Iranian Nuclear Crisis: Ex-Mossad Director Says Romney Making the Situation Worse
Responding to a recent op-ed by GOP presidential frontrunner Mitt Romney, a former director of Israel's intelligence agency Mossad said the Republican candidate is making it more difficult for the U.S. and Israel administrations to contain Iran's nuclear weapons ambition.
In the op-ed, published Tuesday in the Washington Post, Romney promised that he will take every measure to check the evil regime of the ayatollahs. Slamming President Obama as America's most feckless president since Carter, he pledged to make clear that America's commitment to Israel's security and survival is absolute.
Efraim Halevy, who served as the director of Mossad in the early 2000s, responded to Romney's promises alleging that the article is effectively telling the Iranian regime to hurry up their atomic bomb building process, before the Americans elect a new president.
If I'm sitting here in the month of March 2012 reading this, and I'm an Iranian leader, what do I understand?
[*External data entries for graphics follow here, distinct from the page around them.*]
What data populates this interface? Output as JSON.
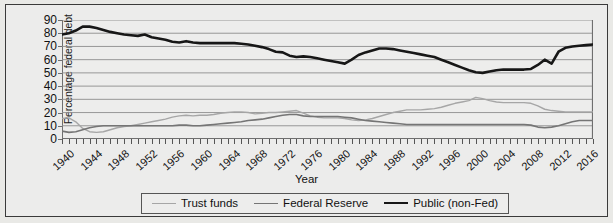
{
  "chart_data": {
    "type": "line",
    "title": "",
    "xlabel": "Year",
    "ylabel": "Percentage federal debt",
    "ylim": [
      0,
      90
    ],
    "ytick_step": 10,
    "yticks": [
      0,
      10,
      20,
      30,
      40,
      50,
      60,
      70,
      80,
      90
    ],
    "xlim": [
      1940,
      2017
    ],
    "xticks": [
      1940,
      1944,
      1948,
      1952,
      1956,
      1960,
      1964,
      1968,
      1972,
      1976,
      1980,
      1984,
      1988,
      1992,
      1996,
      2000,
      2004,
      2008,
      2012,
      2016
    ],
    "minor_xtick_step": 1,
    "grid": "horizontal",
    "legend_position": "bottom-center",
    "x": [
      1940,
      1941,
      1942,
      1943,
      1944,
      1945,
      1946,
      1947,
      1948,
      1949,
      1950,
      1951,
      1952,
      1953,
      1954,
      1955,
      1956,
      1957,
      1958,
      1959,
      1960,
      1961,
      1962,
      1963,
      1964,
      1965,
      1966,
      1967,
      1968,
      1969,
      1970,
      1971,
      1972,
      1973,
      1974,
      1975,
      1976,
      1977,
      1978,
      1979,
      1980,
      1981,
      1982,
      1983,
      1984,
      1985,
      1986,
      1987,
      1988,
      1989,
      1990,
      1991,
      1992,
      1993,
      1994,
      1995,
      1996,
      1997,
      1998,
      1999,
      2000,
      2001,
      2002,
      2003,
      2004,
      2005,
      2006,
      2007,
      2008,
      2009,
      2010,
      2011,
      2012,
      2013,
      2014,
      2015,
      2016,
      2017
    ],
    "series": [
      {
        "name": "Trust funds",
        "color": "#a6a6a6",
        "width": 1.4,
        "values": [
          15.5,
          16.0,
          13.0,
          8.0,
          5.5,
          5.0,
          5.5,
          7.0,
          8.5,
          9.5,
          10.0,
          11.0,
          12.0,
          13.0,
          14.0,
          15.0,
          16.5,
          17.5,
          18.0,
          17.5,
          18.0,
          18.0,
          18.5,
          19.5,
          20.0,
          20.5,
          20.5,
          20.0,
          19.0,
          19.5,
          20.0,
          20.0,
          20.5,
          21.0,
          21.5,
          19.5,
          17.5,
          16.5,
          16.0,
          16.0,
          16.0,
          15.5,
          14.5,
          14.0,
          14.5,
          15.5,
          17.0,
          18.5,
          20.0,
          21.0,
          22.0,
          22.0,
          22.0,
          22.5,
          23.0,
          24.0,
          25.5,
          27.0,
          28.0,
          29.0,
          31.5,
          30.5,
          29.0,
          28.0,
          27.5,
          27.5,
          27.5,
          27.5,
          27.0,
          25.0,
          22.5,
          21.5,
          21.0,
          20.5,
          20.5,
          20.5,
          20.5,
          20.5
        ]
      },
      {
        "name": "Federal Reserve",
        "color": "#757575",
        "width": 1.6,
        "values": [
          6.0,
          5.0,
          5.5,
          7.0,
          8.5,
          9.5,
          10.0,
          10.0,
          10.0,
          10.0,
          10.0,
          10.0,
          10.0,
          10.0,
          10.0,
          10.0,
          10.0,
          10.5,
          10.5,
          10.0,
          10.0,
          10.5,
          11.0,
          11.5,
          12.0,
          12.5,
          13.0,
          14.0,
          14.5,
          15.0,
          16.0,
          17.0,
          18.0,
          18.5,
          18.5,
          17.5,
          17.0,
          17.0,
          17.0,
          17.0,
          17.0,
          16.5,
          16.0,
          15.0,
          14.0,
          13.5,
          13.0,
          12.5,
          12.0,
          11.5,
          11.0,
          11.0,
          11.0,
          11.0,
          11.0,
          11.0,
          11.0,
          11.0,
          11.0,
          11.0,
          11.0,
          11.0,
          11.0,
          11.0,
          11.0,
          11.0,
          11.0,
          11.0,
          10.5,
          9.0,
          8.5,
          9.0,
          10.0,
          11.5,
          13.0,
          14.0,
          14.0,
          14.0
        ]
      },
      {
        "name": "Public (non-Fed)",
        "color": "#171717",
        "width": 2.6,
        "values": [
          79.0,
          80.0,
          82.0,
          85.0,
          85.0,
          84.0,
          82.5,
          81.0,
          80.0,
          79.0,
          78.5,
          78.0,
          79.0,
          77.0,
          76.0,
          75.0,
          73.5,
          73.0,
          74.0,
          73.0,
          72.5,
          72.5,
          72.5,
          72.5,
          72.5,
          72.5,
          72.0,
          71.5,
          70.5,
          69.5,
          68.0,
          66.0,
          65.5,
          63.0,
          62.0,
          62.5,
          62.0,
          61.0,
          60.0,
          59.0,
          58.0,
          57.0,
          60.0,
          63.5,
          65.5,
          67.0,
          68.5,
          68.5,
          68.0,
          67.0,
          66.0,
          65.0,
          64.0,
          63.0,
          62.0,
          60.0,
          58.0,
          56.0,
          54.0,
          52.0,
          50.5,
          50.0,
          51.0,
          52.0,
          52.5,
          52.5,
          52.5,
          52.5,
          53.0,
          56.0,
          60.0,
          57.0,
          66.0,
          69.0,
          70.0,
          70.5,
          71.0,
          71.5
        ]
      }
    ]
  },
  "legend": {
    "items": [
      {
        "label": "Trust funds"
      },
      {
        "label": "Federal Reserve"
      },
      {
        "label": "Public (non-Fed)"
      }
    ]
  }
}
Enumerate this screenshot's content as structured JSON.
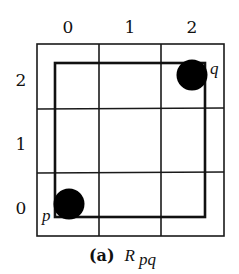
{
  "diagram": {
    "column_labels": [
      "0",
      "1",
      "2"
    ],
    "row_labels": [
      "2",
      "1",
      "0"
    ],
    "grid": {
      "cols": 3,
      "rows": 3
    },
    "points": [
      {
        "name": "q",
        "col": 2,
        "row": 2
      },
      {
        "name": "p",
        "col": 0,
        "row": 0
      }
    ],
    "caption": {
      "tag": "(a)",
      "symbol": "R",
      "subscript": "pq"
    },
    "colors": {
      "line": "#1a1a1a",
      "dot": "#000000",
      "background": "#ffffff"
    }
  }
}
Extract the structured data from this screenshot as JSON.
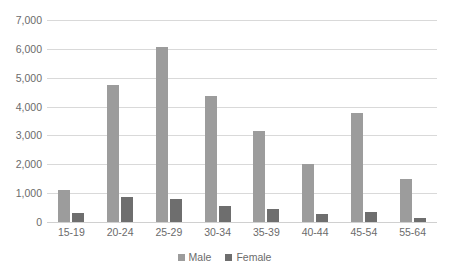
{
  "chart_data": {
    "type": "bar",
    "title": "",
    "subtitle": "",
    "xlabel": "",
    "ylabel": "",
    "categories": [
      "15-19",
      "20-24",
      "25-29",
      "30-34",
      "35-39",
      "40-44",
      "45-54",
      "55-64"
    ],
    "series": [
      {
        "name": "Male",
        "color": "#9c9c9c",
        "values": [
          1100,
          4750,
          6080,
          4350,
          3170,
          2000,
          3780,
          1480
        ]
      },
      {
        "name": "Female",
        "color": "#6e6e6e",
        "values": [
          310,
          870,
          790,
          560,
          450,
          290,
          340,
          130
        ]
      }
    ],
    "ylim": [
      0,
      7000
    ],
    "ytick_values": [
      0,
      1000,
      2000,
      3000,
      4000,
      5000,
      6000,
      7000
    ],
    "ytick_labels": [
      "0",
      "1,000",
      "2,000",
      "3,000",
      "4,000",
      "5,000",
      "6,000",
      "7,000"
    ],
    "grid": true,
    "grid_axis": "y",
    "legend": true,
    "legend_position": "bottom",
    "legend_entries": [
      "Male",
      "Female"
    ],
    "axis_label_color": "#6b6b6b",
    "gridline_color": "#d9d9d9",
    "background_color": "#ffffff"
  }
}
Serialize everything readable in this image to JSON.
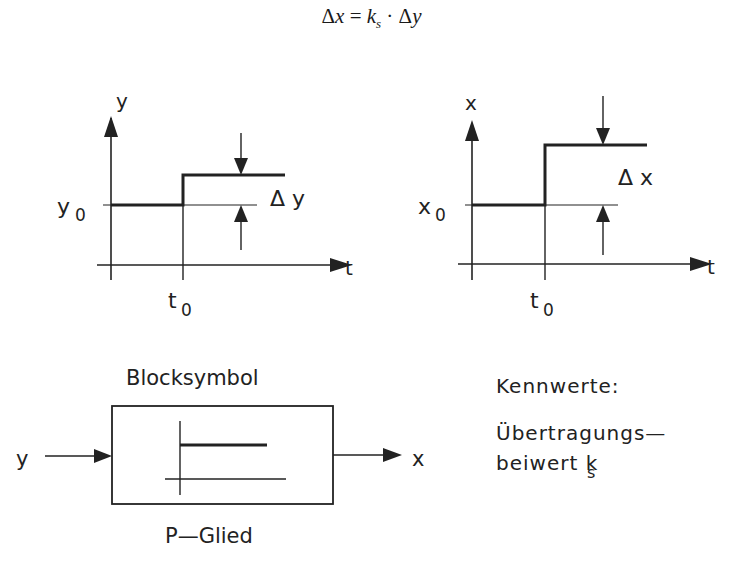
{
  "formula": {
    "lhs_delta": "Δ",
    "lhs_var": "x",
    "equals": " = ",
    "coef": "k",
    "coef_sub": "s",
    "dot": " · ",
    "rhs_delta": "Δ",
    "rhs_var": "y"
  },
  "input_plot": {
    "y_axis_label": "y",
    "t_axis_label": "t",
    "level_label": "y",
    "level_sub": "0",
    "step_time_label": "t",
    "step_time_sub": "0",
    "delta_label": "Δ y"
  },
  "output_plot": {
    "y_axis_label": "x",
    "t_axis_label": "t",
    "level_label": "x",
    "level_sub": "0",
    "step_time_label": "t",
    "step_time_sub": "0",
    "delta_label": "Δ x"
  },
  "block": {
    "title": "Blocksymbol",
    "caption": "P—Glied",
    "input_label": "y",
    "output_label": "x"
  },
  "parameters": {
    "heading": "Kennwerte:",
    "line1": "Übertragungs—",
    "line2": "beiwert k",
    "line2_sub": "s"
  },
  "colors": {
    "stroke": "#222222",
    "background": "#ffffff"
  }
}
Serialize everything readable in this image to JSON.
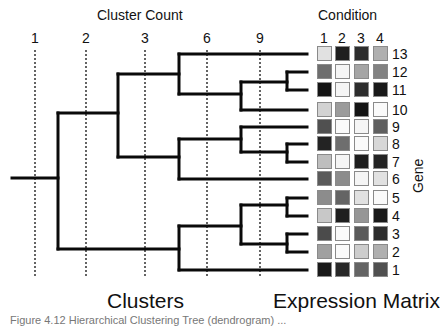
{
  "header": {
    "cluster_count_title": "Cluster Count",
    "condition_title": "Condition"
  },
  "cluster_ticks": [
    {
      "label": "1",
      "x": 35
    },
    {
      "label": "2",
      "x": 86
    },
    {
      "label": "3",
      "x": 145
    },
    {
      "label": "6",
      "x": 207
    },
    {
      "label": "9",
      "x": 260
    }
  ],
  "conditions": [
    "1",
    "2",
    "3",
    "4"
  ],
  "genes_top_to_bottom": [
    "13",
    "12",
    "11",
    "10",
    "9",
    "8",
    "7",
    "6",
    "5",
    "4",
    "3",
    "2",
    "1"
  ],
  "gene_axis_label": "Gene",
  "footer": {
    "clusters_label": "Clusters",
    "matrix_label": "Expression Matrix",
    "caption": "Figure 4.12  Hierarchical Clustering Tree (dendrogram) ..."
  },
  "chart_data": {
    "type": "heatmap",
    "xlabel": "Condition",
    "ylabel": "Gene",
    "columns": [
      "1",
      "2",
      "3",
      "4"
    ],
    "rows": [
      "13",
      "12",
      "11",
      "10",
      "9",
      "8",
      "7",
      "6",
      "5",
      "4",
      "3",
      "2",
      "1"
    ],
    "grayscale_values_0_black_255_white": [
      [
        225,
        30,
        45,
        175
      ],
      [
        110,
        245,
        165,
        130
      ],
      [
        20,
        245,
        45,
        25
      ],
      [
        210,
        155,
        20,
        250
      ],
      [
        80,
        250,
        245,
        95
      ],
      [
        35,
        110,
        250,
        215
      ],
      [
        190,
        245,
        30,
        35
      ],
      [
        90,
        140,
        245,
        225
      ],
      [
        140,
        100,
        225,
        250
      ],
      [
        200,
        30,
        150,
        25
      ],
      [
        75,
        250,
        90,
        45
      ],
      [
        160,
        250,
        205,
        175
      ],
      [
        25,
        40,
        100,
        80
      ]
    ],
    "dendrogram": {
      "cut_levels": [
        "1",
        "2",
        "3",
        "6",
        "9"
      ],
      "tree": "((13,((12,11),10)),(9,(8,7)),6),(((5,4),(3,2)),1)"
    }
  }
}
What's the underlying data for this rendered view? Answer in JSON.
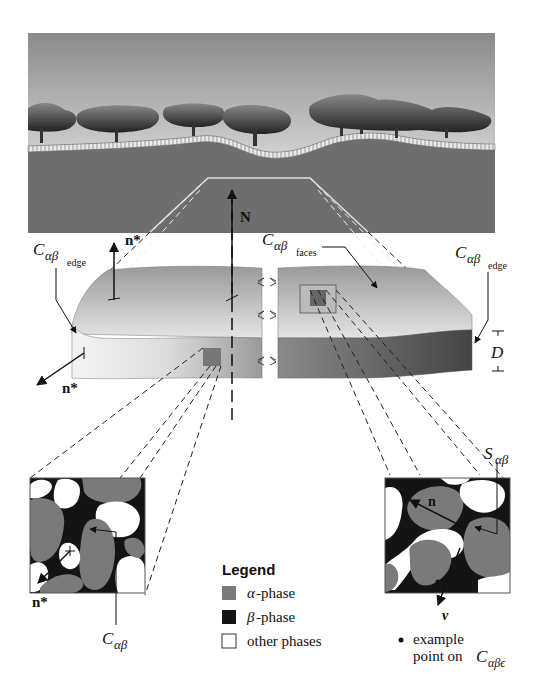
{
  "landscape": {
    "sky_top": "#8c8c8c",
    "sky_bottom": "#f2f2f2",
    "ground": "#6e6e6e",
    "trees": "#3a3a3a"
  },
  "labels": {
    "N": "N",
    "n_star_top": "n*",
    "n_star_left": "n*",
    "n_star_inset": "n*",
    "c_edge_left_main": "C",
    "c_edge_left_sub": "αβ",
    "c_edge_left_subsub": "edge",
    "c_faces_main": "C",
    "c_faces_sub": "αβ",
    "c_faces_subsub": "faces",
    "c_edge_right_main": "C",
    "c_edge_right_sub": "αβ",
    "c_edge_right_subsub": "edge",
    "D": "D",
    "s_ab_main": "S",
    "s_ab_sub": "αβ",
    "n_inset": "n",
    "nu": "ν",
    "c_ab_main": "C",
    "c_ab_sub": "αβ",
    "example_line1": "example",
    "example_line2": "point on ",
    "example_c_main": "C",
    "example_c_sub": "αβϵ"
  },
  "legend": {
    "title": "Legend",
    "items": [
      {
        "symbol": "α",
        "label": "-phase",
        "color": "#7a7a7a"
      },
      {
        "symbol": "β",
        "label": "-phase",
        "color": "#141414"
      },
      {
        "symbol": "",
        "label": "other phases",
        "color": "#ffffff"
      }
    ]
  },
  "colors": {
    "alpha": "#7a7a7a",
    "beta": "#141414",
    "other": "#ffffff",
    "slab_top": "#c8c8c8",
    "slab_side_light": "#e0e0e0",
    "slab_side_dark": "#555555"
  }
}
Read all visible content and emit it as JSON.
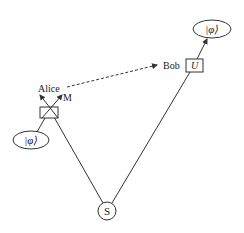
{
  "diagram": {
    "type": "quantum-teleportation",
    "source": {
      "label": "S"
    },
    "alice": {
      "label": "Alice",
      "measurement_label": "M"
    },
    "bob": {
      "label": "Bob",
      "operation_label": "U"
    },
    "input_state": {
      "label": "|φ⟩"
    },
    "output_state": {
      "label": "|φ⟩"
    },
    "classical_channel": {
      "style": "dashed",
      "from": "Alice",
      "to": "Bob"
    },
    "colors": {
      "stroke": "#333333",
      "background": "#ffffff"
    }
  }
}
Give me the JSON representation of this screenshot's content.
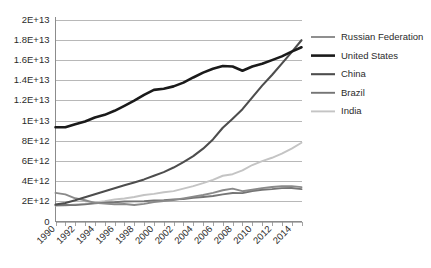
{
  "chart_data": {
    "type": "line",
    "title": "",
    "subtitle": "",
    "xlabel": "",
    "ylabel": "",
    "grid": "horizontal",
    "legend_position": "right",
    "xlim": [
      1990,
      2015
    ],
    "ylim": [
      0,
      20000000000000
    ],
    "x": [
      1990,
      1991,
      1992,
      1993,
      1994,
      1995,
      1996,
      1997,
      1998,
      1999,
      2000,
      2001,
      2002,
      2003,
      2004,
      2005,
      2006,
      2007,
      2008,
      2009,
      2010,
      2011,
      2012,
      2013,
      2014,
      2015
    ],
    "xtick_labels": [
      "1990",
      "1992",
      "1994",
      "1996",
      "1998",
      "2000",
      "2002",
      "2004",
      "2006",
      "2008",
      "2010",
      "2012",
      "2014"
    ],
    "xtick_values": [
      1990,
      1992,
      1994,
      1996,
      1998,
      2000,
      2002,
      2004,
      2006,
      2008,
      2010,
      2012,
      2014
    ],
    "ytick_labels": [
      "0",
      "2E+12",
      "4E+12",
      "6E+12",
      "8E+12",
      "1E+13",
      "1.2E+13",
      "1.4E+13",
      "1.6E+13",
      "1.8E+13",
      "2E+13"
    ],
    "ytick_values": [
      0,
      2000000000000,
      4000000000000,
      6000000000000,
      8000000000000,
      10000000000000,
      12000000000000,
      14000000000000,
      16000000000000,
      18000000000000,
      20000000000000
    ],
    "series": [
      {
        "name": "Russian Federation",
        "color": "#8a8a8a",
        "width": 1.9,
        "values": [
          2830000000000,
          2690000000000,
          2300000000000,
          2100000000000,
          1840000000000,
          1770000000000,
          1710000000000,
          1730000000000,
          1640000000000,
          1750000000000,
          1930000000000,
          2030000000000,
          2130000000000,
          2290000000000,
          2460000000000,
          2620000000000,
          2840000000000,
          3090000000000,
          3250000000000,
          3000000000000,
          3150000000000,
          3300000000000,
          3420000000000,
          3490000000000,
          3500000000000,
          3400000000000
        ]
      },
      {
        "name": "United States",
        "color": "#1a1a1a",
        "width": 2.6,
        "values": [
          9330000000000,
          9330000000000,
          9640000000000,
          9900000000000,
          10300000000000,
          10560000000000,
          10960000000000,
          11450000000000,
          11960000000000,
          12530000000000,
          13030000000000,
          13150000000000,
          13380000000000,
          13750000000000,
          14260000000000,
          14740000000000,
          15130000000000,
          15390000000000,
          15340000000000,
          14930000000000,
          15350000000000,
          15610000000000,
          15980000000000,
          16350000000000,
          16820000000000,
          17250000000000
        ]
      },
      {
        "name": "China",
        "color": "#4d4d4d",
        "width": 2.1,
        "values": [
          1690000000000,
          1840000000000,
          2100000000000,
          2390000000000,
          2700000000000,
          2990000000000,
          3290000000000,
          3590000000000,
          3870000000000,
          4170000000000,
          4520000000000,
          4890000000000,
          5340000000000,
          5880000000000,
          6480000000000,
          7210000000000,
          8130000000000,
          9280000000000,
          10180000000000,
          11120000000000,
          12290000000000,
          13450000000000,
          14500000000000,
          15630000000000,
          16770000000000,
          17950000000000
        ]
      },
      {
        "name": "Brazil",
        "color": "#757575",
        "width": 1.9,
        "values": [
          1610000000000,
          1630000000000,
          1620000000000,
          1700000000000,
          1790000000000,
          1870000000000,
          1910000000000,
          1980000000000,
          1990000000000,
          2000000000000,
          2090000000000,
          2120000000000,
          2190000000000,
          2220000000000,
          2350000000000,
          2430000000000,
          2530000000000,
          2680000000000,
          2820000000000,
          2810000000000,
          3020000000000,
          3150000000000,
          3210000000000,
          3300000000000,
          3320000000000,
          3210000000000
        ]
      },
      {
        "name": "India",
        "color": "#c4c4c4",
        "width": 1.9,
        "values": [
          1570000000000,
          1590000000000,
          1680000000000,
          1770000000000,
          1890000000000,
          2020000000000,
          2180000000000,
          2280000000000,
          2430000000000,
          2620000000000,
          2740000000000,
          2890000000000,
          3010000000000,
          3250000000000,
          3510000000000,
          3800000000000,
          4120000000000,
          4530000000000,
          4680000000000,
          5060000000000,
          5590000000000,
          5980000000000,
          6310000000000,
          6720000000000,
          7220000000000,
          7800000000000
        ]
      }
    ]
  },
  "legend": {
    "items": [
      {
        "label": "Russian Federation"
      },
      {
        "label": "United States"
      },
      {
        "label": "China"
      },
      {
        "label": "Brazil"
      },
      {
        "label": "India"
      }
    ]
  }
}
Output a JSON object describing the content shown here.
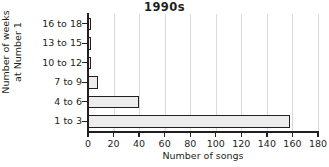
{
  "chart_data": {
    "type": "bar",
    "orientation": "horizontal",
    "title": "1990s",
    "xlabel": "Number of songs",
    "ylabel": "Number of weeks at Number 1",
    "ylabel_lines": [
      "Number of weeks",
      "at Number 1"
    ],
    "categories": [
      "1 to 3",
      "4 to 6",
      "7 to 9",
      "10 to 12",
      "13 to 15",
      "16 to 18"
    ],
    "values": [
      158,
      40,
      8,
      2,
      2,
      2
    ],
    "category_order_top_to_bottom": [
      "16 to 18",
      "13 to 15",
      "10 to 12",
      "7 to 9",
      "4 to 6",
      "1 to 3"
    ],
    "xlim": [
      0,
      180
    ],
    "xticks": [
      0,
      20,
      40,
      60,
      80,
      100,
      120,
      140,
      160,
      180
    ],
    "xtick_labels": [
      "0",
      "20",
      "40",
      "60",
      "80",
      "100",
      "120",
      "140",
      "160",
      "180"
    ],
    "grid": "vertical",
    "legend": null,
    "colors": {
      "bar_fill": "#ececec",
      "bar_border": "#231f20",
      "axis": "#231f20",
      "gridline": "#d9d9d9",
      "background": "#ffffff",
      "text": "#231f20"
    }
  }
}
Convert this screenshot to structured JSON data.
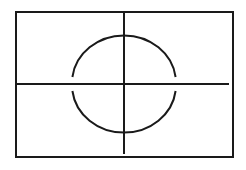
{
  "diagram": {
    "stroke_color": "#1a1a1a",
    "background_color": "#ffffff",
    "frame": {
      "x": 16,
      "y": 12,
      "width": 217,
      "height": 145,
      "stroke_width": 2
    },
    "horizontal_axis": {
      "x1": 17,
      "y1": 84,
      "x2": 229,
      "y2": 84,
      "stroke_width": 2
    },
    "vertical_axis": {
      "x1": 124,
      "y1": 12,
      "x2": 124,
      "y2": 154,
      "stroke_width": 2
    },
    "circle": {
      "cx": 124,
      "cy": 83.5,
      "rx": 52,
      "ry": 47.5,
      "stroke_width": 2,
      "gap_near_horizontal_axis": true,
      "upper_arc": {
        "start": [
          72,
          77
        ],
        "end": [
          176,
          77
        ]
      },
      "lower_arc": {
        "start": [
          72,
          91
        ],
        "end": [
          176,
          91
        ]
      }
    }
  }
}
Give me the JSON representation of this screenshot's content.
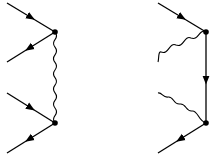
{
  "diagram": {
    "type": "feynman-diagrams",
    "panels": [
      {
        "id": "left",
        "description": "Two fermion lines exchanging a photon (wavy propagator) between two vertices",
        "vertices": [
          {
            "x": 55,
            "y": 32
          },
          {
            "x": 55,
            "y": 123
          }
        ],
        "external_lines": [
          {
            "from": [
              7,
              3
            ],
            "to": [
              55,
              32
            ],
            "arrow": "in"
          },
          {
            "from": [
              55,
              32
            ],
            "to": [
              7,
              62
            ],
            "arrow": "out"
          },
          {
            "from": [
              7,
              93
            ],
            "to": [
              55,
              123
            ],
            "arrow": "in"
          },
          {
            "from": [
              55,
              123
            ],
            "to": [
              7,
              153
            ],
            "arrow": "out"
          }
        ],
        "internal_line": {
          "kind": "photon-wavy",
          "from": [
            55,
            32
          ],
          "to": [
            55,
            123
          ]
        }
      },
      {
        "id": "right",
        "description": "Fermion line emitting/absorbing two photons with internal fermion propagator",
        "vertices": [
          {
            "x": 206,
            "y": 32
          },
          {
            "x": 206,
            "y": 123
          }
        ],
        "external_lines": [
          {
            "from": [
              158,
              3
            ],
            "to": [
              206,
              32
            ],
            "arrow": "in"
          },
          {
            "from": [
              206,
              123
            ],
            "to": [
              158,
              153
            ],
            "arrow": "out"
          }
        ],
        "photon_lines": [
          {
            "kind": "photon-wavy",
            "from": [
              206,
              32
            ],
            "to": [
              158,
              62
            ]
          },
          {
            "kind": "photon-wavy",
            "from": [
              158,
              93
            ],
            "to": [
              206,
              123
            ]
          }
        ],
        "internal_line": {
          "kind": "fermion",
          "from": [
            206,
            32
          ],
          "to": [
            206,
            123
          ],
          "arrow": "down"
        }
      }
    ],
    "colors": {
      "line": "#000000",
      "background": "#ffffff"
    }
  }
}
I have nine more months to run as fast as I can because this is going to be terrible if the other guys get in, Halevy said in an interview with The Huffington Post. In the effort to demolish the president he is making the situation worse.
Romney's op-ed, which does a great job of appeasing the American Jewish community, proclaimed that Jerusalem will be the destination for his first foreign trip once he is elected President. I will demonstrate our commitment to the world by making Jerusalem the destination of my first foreign trip, he wrote. I will buttress my diplomacy with a military option that will persuade the ayatollahs to abandon their nuclear ambitions. Only when they understand that at the end of that road lies not nuclear weapons but ruin will there be a real chance for a peaceful resolution.
Halevy also criticized Romney's proposal to restore the regular presence of aircraft carrier groups in the Eastern Mediterranean and the Persian Gulf region simultaneously, to increase military assistance to Israel and improved coordination with all of our allies in the area.
Is that what we want -- to renew the Cold War in the Mediterranean? Is that what's going to help Israel? Halevy asked.
Israel's former top official said that the Republican presidential primary rhetoric, asking Americans not to trust the incumbent President unsettling and destabilizing adding, Everybody reads what he says, not only citizens of the United States.